Sunday, March 21, 2010

Bee Degree Days


In addition to avoiding each other, emerging bumblebee queens need to be out and flying around when their favorite early food plants are blooming. Too early and it's too cool, with no nectar or pollen. Too late, and the blooming period is over, the preferred food all gone.

How do they do it? How do they figure out when to emerge, especially underground, or buried in a rotten log, where the sun doesn't shine to let them know the days are getting longer?

Bumblebees can apparently tell when to emerge the same way biologists can predict the dates for Spring plants to flower - they use growing degree days.

Biologists have found that Spring flowers bloom after their buds have received enough heat. During the depths of winter, no bud development happens at all. But in late Winter and early Spring, the days start to get warmer. Every day the temperature is above approximately 50 degrees F, the flower bud grows and develops a bit more. Finally, when there have been enough hours warm enough for growth, development is complete and the blossom unfolds.

We know it's accumulated warming that makes the difference, because if it was just the increasing daylength, Spring flowers would bloom on the same date each year. They don't. They bloom earlier in a warm Spring and later in a cool one.

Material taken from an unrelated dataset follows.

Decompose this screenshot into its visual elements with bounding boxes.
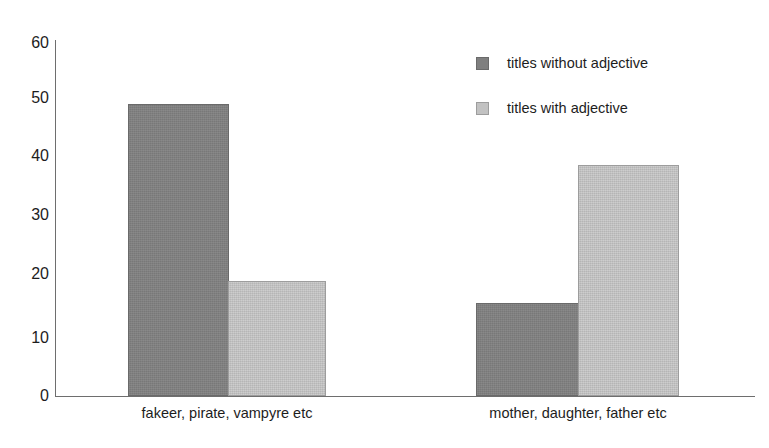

It turns out you can calculate the amount of heat a Spring flowering plant is receiving using a measure called degree days. You add up all the hours since January 1st that the air temperature has been above 50 degrees F and divide by 24 to get a measure called a growing degree day. But since we're interested in bumblebees, we'll call them bee degree days. You can read more about degree days and how to calculate them HERE and HERE.

So if we, or the bumblebee, can keep track of the number of bee degree days, we can predict when the flowers will appear. Each species of flowering plant seems to have its own, unique required number of degree days for blossoming.

Hibernating bumblebees, of course, do not use computers and trig functions to calculate bee degree days. In all likelihood, some aspect of their internal body chemistry changes slowly when the temperature is warm enough. After enough warm days, the chemistry has changed enough to wake up the slumbering queen.

Soon she's on her way, in search of that first, quick pick-me-up of fresh Spring nectar.